Government funding should help make the next giant leap

Lorenzo Alarcon, Staff

“It’s not just government programs, businesses are making money in space; in ways not fundamentally different than how they may have made money here on Earth.” Neil deGrasse Tyson

Since the start of human civilization, space served as a serious influence on how humanity could survive and progress towards becoming a more advanced species. The U.S. must increase its funding for space exploration programs to help humanity prevail in the near future. Government funding determines the limits of society’s ability to revolutionize the space community. 

The National Aeronautics and Space Administration’s (NASA) budget makes up .49 percent of the $4.4 trillion the U.S. plans to spend by the end of 2019. NASA plays an active role in commercializing new space technologies, with several of its initiatives also possessing military and business applications: for example, improved traffic management systems and cybersecurity capabilities seen in recent years came from NASA. And with increased budgeting, NASA can increase hypersonic research, a form of research that concerns objects flying ten times faster than the speed of sound, which can result in a closer future in evolved space exploration.

Therefore, decreasing the budget of NASA to invest more money into other social and governmental programs stands as a rather ineffective and unnecessary change. If the U.S. decreased NASA’s budget plan, it could even result in negative impacts on the U.S. economy. “ If NASA only takes up .49% of the U.S.’s massive budget, what’s the point of lowering the budget if there are other social programs who take up way more of the U.S.’s budget and serve as a lower priority. Is NASA the only program that has to have its budget lowered?” North Cobb Sophmore Kiana Hawley said.

 A report from NASA estimated that activities related to space contributed $180 billion to the U.S. economy. That stands as a 160 billion dollar profit.  Further information within the report finds that 60 percent of that sum came from commercial goods and services related to space technology. The space economy includes commercial infrastructure and support industries to help benefit the U.S. economy. 

Studies from “The Balance,” a database that researches space-related current events, states that NASA adds ten dollars to the economy for every dollar spent due to the major innovative and impactful goods and services that humans use every day. These include satellites that operate weather communication, ATM machines, GPSs, and other technologies developed originally for space exploration, now used to increase crop yields and to search for quality fishing regions. Not only would increased funding for NASA to improve space technology and exploration, but it would also positively impact the U.S. economy.

Before NASA’s conception, small businesses struggled by virtue of considering the fact that they lacked the ability to effectively market their technology on a larger scale. A 2002 study by Professor H.R. Hertzfeld of George Washington University surmises that NASA could create a greater economic advantage by continuing the relationship with the companies they work with. Furthermore, NASA helps open additional financial and marketing doors for these companies.

The United States, after the landing on the moon in 1969, allowed the drivers of space exploration to fall through a lack of motivation and drive to enhance space technology. In order to take another giant leap for mankind, the culture of space-exploration must come to a revival. When thinking of a solution to give space-related industries the ability to take on greater audacious steps in space exploration in the U.S., the majority concludes that to enhance space technology, the U.S. needs better scientists, which requires better science teachers, which would improve the performance of those scientists.

Unfortunately, that does not necessarily resolve the lack of enthusiasm within the U.S. That equation can act as a start, but the U.S. holds many passionate students in science, but due to the fact that the U.S. doesn’t offer that many space-related fields, those same kids cannot find an outlet to use those passions.

If the U.S. explores ambitiously, increases funding and pumps the educational pipeline with passionate students to integrate them with a wide variety of space-related fields, the U.S. can transform their culture and economy by revitalizing the drive to explore space. Innovations in science and technology continue serving as the engines of economic growth possibly since the Industrial Revolution, and every nation that embraced that since continue to lead the world.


**Problem description**
Filter the entries down to the lines holding "ffffff", then copy those lines.

**Task inputs**
>>>

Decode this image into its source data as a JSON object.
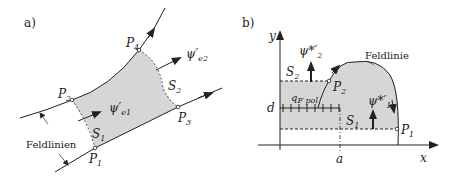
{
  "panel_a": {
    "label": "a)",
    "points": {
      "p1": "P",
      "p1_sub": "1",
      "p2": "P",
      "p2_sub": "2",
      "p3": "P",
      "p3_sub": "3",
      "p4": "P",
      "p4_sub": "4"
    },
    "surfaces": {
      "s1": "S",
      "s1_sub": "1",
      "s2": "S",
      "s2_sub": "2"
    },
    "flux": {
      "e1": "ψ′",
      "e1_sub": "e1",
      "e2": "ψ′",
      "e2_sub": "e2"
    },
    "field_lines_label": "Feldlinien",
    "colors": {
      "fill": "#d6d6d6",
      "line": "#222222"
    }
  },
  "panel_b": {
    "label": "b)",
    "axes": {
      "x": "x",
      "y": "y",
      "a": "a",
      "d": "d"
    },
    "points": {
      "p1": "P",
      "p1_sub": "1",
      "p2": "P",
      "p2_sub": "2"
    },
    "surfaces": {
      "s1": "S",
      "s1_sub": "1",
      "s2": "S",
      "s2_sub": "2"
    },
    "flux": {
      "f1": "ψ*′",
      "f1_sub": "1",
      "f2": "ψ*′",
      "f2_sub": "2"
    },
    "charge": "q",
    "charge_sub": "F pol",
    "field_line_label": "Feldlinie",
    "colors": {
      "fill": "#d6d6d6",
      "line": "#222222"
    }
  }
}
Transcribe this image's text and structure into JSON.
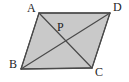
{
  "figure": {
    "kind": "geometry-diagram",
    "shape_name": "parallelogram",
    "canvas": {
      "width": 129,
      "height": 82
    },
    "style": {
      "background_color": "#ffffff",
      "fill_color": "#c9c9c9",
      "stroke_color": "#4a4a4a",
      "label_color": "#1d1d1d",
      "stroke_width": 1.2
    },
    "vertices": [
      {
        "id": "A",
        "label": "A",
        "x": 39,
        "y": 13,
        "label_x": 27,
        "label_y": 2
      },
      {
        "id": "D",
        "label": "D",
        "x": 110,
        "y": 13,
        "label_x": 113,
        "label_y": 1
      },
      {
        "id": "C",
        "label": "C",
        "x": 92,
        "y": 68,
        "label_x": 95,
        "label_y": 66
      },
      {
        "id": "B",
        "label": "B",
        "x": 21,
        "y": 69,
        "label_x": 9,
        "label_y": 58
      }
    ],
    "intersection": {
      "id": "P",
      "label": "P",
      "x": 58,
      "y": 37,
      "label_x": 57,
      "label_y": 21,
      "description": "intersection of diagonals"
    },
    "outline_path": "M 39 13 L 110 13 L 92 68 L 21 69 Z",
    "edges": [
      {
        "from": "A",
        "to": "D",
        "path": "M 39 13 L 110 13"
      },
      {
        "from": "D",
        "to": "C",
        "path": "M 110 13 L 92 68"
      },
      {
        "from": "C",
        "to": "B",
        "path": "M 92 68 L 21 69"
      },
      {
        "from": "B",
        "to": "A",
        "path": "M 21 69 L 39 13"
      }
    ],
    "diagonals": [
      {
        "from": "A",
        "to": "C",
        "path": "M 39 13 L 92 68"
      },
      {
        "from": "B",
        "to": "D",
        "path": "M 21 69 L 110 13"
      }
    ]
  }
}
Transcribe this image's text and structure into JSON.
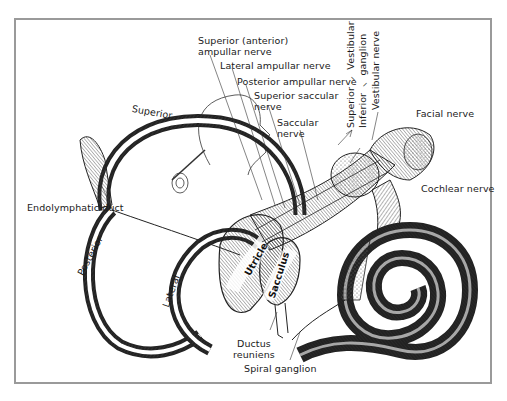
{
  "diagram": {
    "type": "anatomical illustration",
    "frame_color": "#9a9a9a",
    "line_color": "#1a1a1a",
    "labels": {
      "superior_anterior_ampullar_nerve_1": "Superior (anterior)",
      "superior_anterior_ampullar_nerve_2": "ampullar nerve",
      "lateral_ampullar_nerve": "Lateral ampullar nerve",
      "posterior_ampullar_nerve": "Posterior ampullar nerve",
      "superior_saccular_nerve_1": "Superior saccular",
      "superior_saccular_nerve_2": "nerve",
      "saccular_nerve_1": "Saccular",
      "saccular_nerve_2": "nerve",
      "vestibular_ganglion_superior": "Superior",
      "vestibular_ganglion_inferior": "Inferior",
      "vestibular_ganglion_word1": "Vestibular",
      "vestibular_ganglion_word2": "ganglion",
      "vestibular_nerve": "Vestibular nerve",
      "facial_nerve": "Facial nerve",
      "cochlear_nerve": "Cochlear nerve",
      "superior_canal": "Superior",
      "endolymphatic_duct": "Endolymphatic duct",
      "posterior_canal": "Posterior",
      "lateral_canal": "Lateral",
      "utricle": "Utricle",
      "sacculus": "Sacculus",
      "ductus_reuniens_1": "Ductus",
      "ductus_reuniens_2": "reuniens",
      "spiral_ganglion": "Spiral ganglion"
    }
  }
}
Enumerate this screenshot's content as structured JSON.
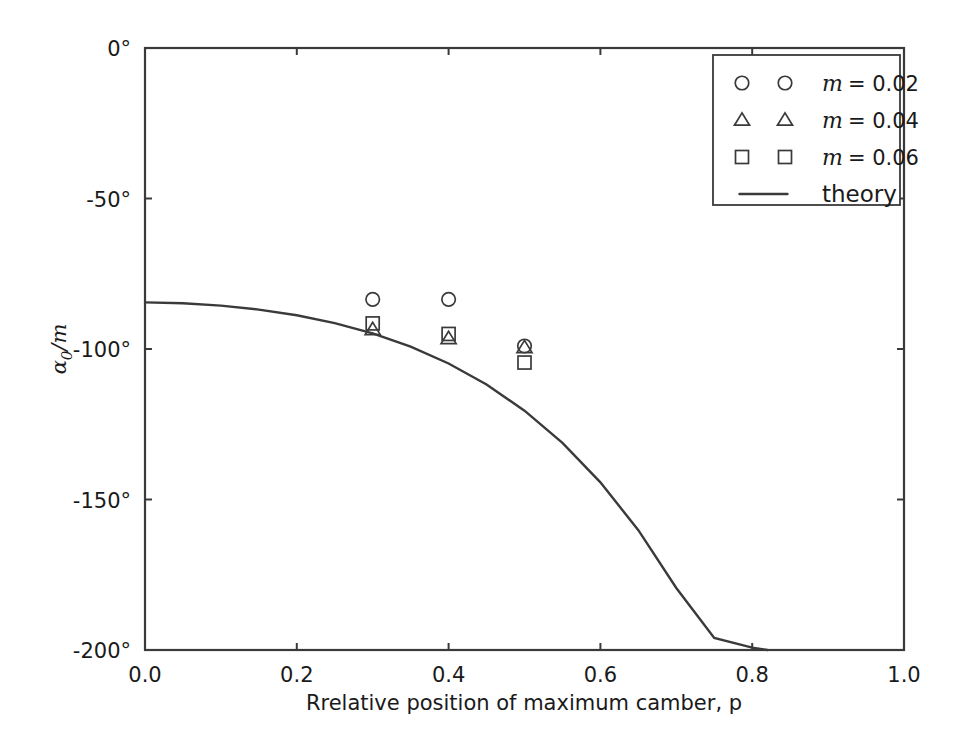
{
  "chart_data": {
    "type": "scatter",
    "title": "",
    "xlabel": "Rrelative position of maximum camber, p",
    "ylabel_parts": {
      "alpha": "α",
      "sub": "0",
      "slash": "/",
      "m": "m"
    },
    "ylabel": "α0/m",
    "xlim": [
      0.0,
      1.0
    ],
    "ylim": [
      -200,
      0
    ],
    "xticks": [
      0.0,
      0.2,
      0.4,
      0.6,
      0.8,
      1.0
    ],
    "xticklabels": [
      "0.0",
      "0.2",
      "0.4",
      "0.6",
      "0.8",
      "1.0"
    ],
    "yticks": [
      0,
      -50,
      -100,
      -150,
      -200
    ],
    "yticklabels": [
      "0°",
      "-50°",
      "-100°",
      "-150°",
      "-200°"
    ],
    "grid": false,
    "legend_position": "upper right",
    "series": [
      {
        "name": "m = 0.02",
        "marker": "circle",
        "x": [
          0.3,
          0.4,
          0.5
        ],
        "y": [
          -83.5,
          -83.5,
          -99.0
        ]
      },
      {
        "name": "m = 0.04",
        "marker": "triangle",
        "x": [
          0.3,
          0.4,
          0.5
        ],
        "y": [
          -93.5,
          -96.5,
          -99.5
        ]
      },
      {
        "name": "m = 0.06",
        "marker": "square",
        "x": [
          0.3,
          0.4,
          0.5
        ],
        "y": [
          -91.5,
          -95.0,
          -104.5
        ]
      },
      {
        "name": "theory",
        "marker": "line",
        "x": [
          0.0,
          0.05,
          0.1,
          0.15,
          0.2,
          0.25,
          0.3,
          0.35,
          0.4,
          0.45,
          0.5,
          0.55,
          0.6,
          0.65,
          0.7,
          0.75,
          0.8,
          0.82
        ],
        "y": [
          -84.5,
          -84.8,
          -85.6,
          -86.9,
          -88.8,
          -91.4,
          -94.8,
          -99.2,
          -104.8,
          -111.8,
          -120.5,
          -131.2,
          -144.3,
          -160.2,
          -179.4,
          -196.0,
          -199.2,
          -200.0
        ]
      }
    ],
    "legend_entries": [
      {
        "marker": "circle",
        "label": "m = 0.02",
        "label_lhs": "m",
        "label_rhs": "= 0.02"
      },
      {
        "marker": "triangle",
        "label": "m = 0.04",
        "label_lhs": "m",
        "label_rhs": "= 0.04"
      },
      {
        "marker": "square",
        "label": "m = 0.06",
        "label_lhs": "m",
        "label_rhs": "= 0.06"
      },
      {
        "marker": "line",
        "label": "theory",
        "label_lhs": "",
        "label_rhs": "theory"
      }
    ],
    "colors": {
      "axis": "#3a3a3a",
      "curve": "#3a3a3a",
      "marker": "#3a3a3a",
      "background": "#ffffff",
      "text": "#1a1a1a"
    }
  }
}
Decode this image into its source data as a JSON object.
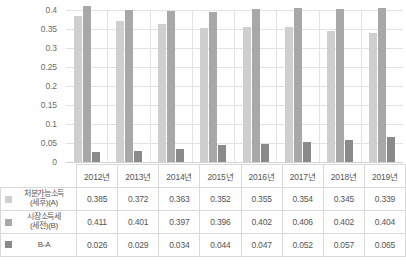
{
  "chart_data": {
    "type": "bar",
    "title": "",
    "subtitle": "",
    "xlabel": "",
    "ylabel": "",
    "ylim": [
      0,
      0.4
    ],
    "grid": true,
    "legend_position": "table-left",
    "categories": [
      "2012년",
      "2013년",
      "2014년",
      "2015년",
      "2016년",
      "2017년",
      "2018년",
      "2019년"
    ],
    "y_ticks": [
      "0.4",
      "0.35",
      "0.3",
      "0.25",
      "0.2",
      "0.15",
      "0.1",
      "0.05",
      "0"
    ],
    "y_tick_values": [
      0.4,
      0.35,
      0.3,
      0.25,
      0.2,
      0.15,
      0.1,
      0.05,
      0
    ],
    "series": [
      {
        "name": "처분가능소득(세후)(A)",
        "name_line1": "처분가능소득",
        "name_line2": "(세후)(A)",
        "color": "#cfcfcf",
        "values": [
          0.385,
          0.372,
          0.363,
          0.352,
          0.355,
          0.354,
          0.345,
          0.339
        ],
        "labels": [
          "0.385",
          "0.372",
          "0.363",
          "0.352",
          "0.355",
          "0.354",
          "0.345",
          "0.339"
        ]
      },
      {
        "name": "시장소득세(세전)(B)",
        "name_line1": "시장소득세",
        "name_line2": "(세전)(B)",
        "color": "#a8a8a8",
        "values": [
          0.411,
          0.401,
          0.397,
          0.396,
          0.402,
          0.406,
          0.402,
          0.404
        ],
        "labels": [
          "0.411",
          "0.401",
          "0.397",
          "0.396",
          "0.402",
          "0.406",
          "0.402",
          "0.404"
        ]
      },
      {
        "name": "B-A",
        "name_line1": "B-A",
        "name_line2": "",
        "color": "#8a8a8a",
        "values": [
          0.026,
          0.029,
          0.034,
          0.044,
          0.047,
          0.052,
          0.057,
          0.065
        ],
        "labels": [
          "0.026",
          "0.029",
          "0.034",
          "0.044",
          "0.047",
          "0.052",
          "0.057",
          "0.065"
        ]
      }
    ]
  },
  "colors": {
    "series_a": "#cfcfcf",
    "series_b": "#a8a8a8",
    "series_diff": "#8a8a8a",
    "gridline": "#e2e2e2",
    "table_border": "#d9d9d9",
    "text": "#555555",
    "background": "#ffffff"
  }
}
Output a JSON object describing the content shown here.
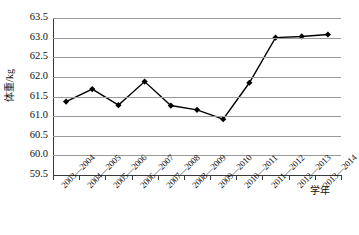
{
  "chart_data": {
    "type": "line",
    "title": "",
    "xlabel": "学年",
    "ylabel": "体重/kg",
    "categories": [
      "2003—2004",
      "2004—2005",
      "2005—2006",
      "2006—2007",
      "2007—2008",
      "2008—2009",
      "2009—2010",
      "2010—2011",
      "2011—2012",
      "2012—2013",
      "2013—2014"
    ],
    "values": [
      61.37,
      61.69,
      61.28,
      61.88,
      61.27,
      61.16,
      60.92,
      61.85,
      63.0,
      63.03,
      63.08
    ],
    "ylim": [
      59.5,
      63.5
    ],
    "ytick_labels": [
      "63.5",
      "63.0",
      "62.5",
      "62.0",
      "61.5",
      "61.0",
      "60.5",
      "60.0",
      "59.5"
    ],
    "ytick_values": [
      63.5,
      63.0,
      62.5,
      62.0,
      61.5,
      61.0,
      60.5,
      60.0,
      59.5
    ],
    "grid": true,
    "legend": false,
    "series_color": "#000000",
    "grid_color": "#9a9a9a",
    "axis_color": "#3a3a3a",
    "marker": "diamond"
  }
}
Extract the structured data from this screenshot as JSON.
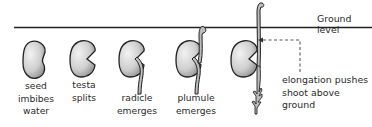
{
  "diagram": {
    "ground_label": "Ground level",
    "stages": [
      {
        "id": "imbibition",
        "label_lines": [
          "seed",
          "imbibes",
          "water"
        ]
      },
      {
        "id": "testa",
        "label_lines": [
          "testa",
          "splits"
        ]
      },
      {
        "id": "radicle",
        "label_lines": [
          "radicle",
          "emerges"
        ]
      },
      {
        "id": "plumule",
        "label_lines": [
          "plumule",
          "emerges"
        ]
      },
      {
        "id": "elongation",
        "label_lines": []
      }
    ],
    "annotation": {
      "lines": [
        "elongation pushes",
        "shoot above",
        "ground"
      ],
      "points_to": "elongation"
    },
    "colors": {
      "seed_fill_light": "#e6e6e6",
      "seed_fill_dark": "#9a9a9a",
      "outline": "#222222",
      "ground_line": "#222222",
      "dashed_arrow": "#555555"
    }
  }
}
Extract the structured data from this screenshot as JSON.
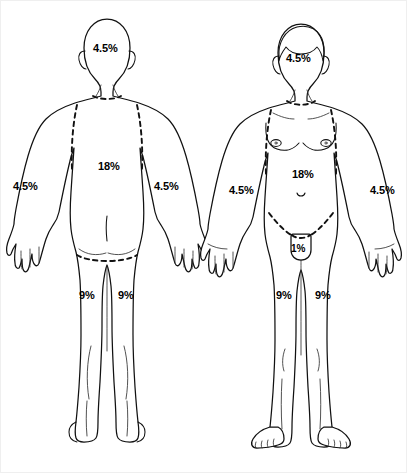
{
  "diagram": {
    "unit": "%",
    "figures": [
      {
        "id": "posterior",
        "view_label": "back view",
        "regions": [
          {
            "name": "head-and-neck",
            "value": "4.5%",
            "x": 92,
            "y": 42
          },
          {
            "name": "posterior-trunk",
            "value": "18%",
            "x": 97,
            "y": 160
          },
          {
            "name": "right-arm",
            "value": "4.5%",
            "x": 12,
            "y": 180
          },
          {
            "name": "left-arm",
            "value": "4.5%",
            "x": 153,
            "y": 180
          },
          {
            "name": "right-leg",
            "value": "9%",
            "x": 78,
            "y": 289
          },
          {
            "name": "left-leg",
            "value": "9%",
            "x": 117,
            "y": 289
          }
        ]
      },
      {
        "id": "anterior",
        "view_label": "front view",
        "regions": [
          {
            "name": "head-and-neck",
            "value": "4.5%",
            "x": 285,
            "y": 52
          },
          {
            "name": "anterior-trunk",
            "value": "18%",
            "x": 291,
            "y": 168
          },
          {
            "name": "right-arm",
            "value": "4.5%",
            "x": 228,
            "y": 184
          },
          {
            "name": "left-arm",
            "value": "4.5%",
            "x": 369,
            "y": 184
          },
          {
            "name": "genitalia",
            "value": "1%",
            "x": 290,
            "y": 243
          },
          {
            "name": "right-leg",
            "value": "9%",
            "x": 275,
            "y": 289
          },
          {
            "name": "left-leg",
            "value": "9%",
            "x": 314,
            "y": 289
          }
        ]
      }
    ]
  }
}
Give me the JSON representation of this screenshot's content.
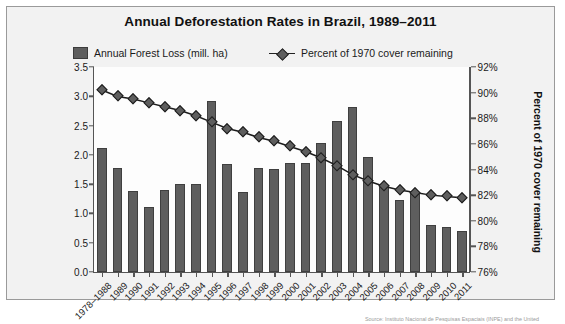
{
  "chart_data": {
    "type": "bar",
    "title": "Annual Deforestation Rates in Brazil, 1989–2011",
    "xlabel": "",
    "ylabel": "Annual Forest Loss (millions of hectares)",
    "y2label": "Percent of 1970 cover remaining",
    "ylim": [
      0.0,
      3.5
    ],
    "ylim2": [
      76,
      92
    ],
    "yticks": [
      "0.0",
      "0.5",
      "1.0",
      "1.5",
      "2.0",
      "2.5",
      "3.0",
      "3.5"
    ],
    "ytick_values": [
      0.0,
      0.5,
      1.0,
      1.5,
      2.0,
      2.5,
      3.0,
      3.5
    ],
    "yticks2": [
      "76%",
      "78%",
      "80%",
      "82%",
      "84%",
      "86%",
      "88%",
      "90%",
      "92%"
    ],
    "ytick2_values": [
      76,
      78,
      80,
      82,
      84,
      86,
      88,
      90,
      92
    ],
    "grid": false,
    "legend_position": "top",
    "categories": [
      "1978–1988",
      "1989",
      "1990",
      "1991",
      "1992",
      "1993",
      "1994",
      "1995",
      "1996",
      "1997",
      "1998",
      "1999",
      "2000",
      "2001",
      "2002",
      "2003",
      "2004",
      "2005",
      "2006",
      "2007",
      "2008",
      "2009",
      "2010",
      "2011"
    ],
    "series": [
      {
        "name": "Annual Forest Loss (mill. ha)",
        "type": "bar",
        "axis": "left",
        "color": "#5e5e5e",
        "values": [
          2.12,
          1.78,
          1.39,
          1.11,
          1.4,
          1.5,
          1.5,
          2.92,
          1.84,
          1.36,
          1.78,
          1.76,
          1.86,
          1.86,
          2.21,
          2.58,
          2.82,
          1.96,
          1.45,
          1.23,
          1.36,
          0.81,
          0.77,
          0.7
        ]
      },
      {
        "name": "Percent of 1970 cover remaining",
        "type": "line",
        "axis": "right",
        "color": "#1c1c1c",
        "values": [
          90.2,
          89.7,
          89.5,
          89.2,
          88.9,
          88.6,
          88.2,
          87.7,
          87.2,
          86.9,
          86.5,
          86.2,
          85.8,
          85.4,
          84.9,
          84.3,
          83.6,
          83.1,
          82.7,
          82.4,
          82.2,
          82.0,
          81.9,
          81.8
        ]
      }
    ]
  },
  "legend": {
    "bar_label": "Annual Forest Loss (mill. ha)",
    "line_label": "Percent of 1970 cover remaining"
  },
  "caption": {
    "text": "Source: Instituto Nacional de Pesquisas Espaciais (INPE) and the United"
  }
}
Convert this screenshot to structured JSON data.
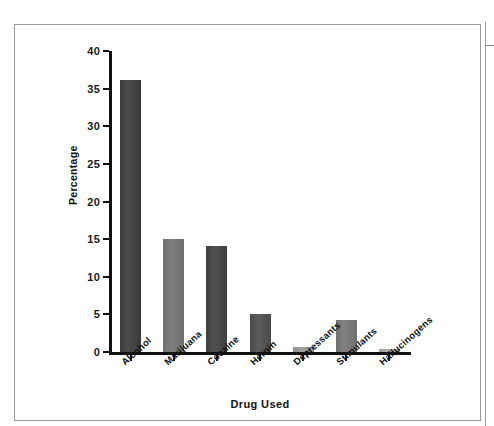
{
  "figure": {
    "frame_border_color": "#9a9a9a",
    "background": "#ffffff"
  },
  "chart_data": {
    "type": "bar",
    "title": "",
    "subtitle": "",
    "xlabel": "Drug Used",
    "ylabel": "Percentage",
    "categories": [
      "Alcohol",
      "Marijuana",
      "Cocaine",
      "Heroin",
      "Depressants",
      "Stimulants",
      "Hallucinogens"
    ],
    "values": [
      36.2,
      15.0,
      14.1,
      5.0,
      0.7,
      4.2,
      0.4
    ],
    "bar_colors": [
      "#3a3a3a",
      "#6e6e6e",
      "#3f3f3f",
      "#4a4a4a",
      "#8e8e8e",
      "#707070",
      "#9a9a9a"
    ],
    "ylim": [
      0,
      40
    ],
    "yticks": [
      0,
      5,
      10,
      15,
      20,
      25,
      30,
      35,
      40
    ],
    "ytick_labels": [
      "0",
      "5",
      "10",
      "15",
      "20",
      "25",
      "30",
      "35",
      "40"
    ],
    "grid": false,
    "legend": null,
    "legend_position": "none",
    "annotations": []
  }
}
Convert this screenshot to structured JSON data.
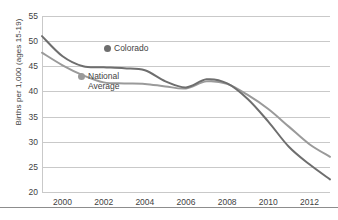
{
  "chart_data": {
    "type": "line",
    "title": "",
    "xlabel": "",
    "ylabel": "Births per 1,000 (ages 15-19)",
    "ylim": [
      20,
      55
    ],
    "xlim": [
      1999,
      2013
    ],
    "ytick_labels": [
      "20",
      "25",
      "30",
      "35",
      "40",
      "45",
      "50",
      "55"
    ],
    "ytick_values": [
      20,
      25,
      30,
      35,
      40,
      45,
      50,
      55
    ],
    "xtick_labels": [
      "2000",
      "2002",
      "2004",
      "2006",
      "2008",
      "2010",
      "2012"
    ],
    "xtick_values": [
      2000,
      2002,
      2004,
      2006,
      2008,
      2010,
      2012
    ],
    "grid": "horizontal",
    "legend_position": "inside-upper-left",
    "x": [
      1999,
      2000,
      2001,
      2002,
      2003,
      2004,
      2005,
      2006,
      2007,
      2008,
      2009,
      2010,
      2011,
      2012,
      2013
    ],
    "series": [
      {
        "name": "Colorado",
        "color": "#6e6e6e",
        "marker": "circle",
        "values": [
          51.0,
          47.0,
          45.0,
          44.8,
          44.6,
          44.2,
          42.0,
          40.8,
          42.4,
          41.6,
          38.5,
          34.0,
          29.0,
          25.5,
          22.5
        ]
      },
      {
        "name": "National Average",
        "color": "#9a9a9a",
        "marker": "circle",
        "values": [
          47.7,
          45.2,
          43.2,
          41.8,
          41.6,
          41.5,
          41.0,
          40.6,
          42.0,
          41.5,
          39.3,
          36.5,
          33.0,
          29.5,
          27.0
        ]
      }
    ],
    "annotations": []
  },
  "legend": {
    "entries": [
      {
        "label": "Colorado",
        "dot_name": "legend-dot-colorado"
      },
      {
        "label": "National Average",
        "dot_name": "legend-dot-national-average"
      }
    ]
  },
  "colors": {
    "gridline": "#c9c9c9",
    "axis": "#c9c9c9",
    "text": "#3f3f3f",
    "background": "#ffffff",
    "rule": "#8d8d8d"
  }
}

<<<

**Written response**
      "background_color": "#ffffff",
      "background": "#ffffff",
    "background": "#ffffff"
    "background": "#ffffff"
    "background": "#ffffff",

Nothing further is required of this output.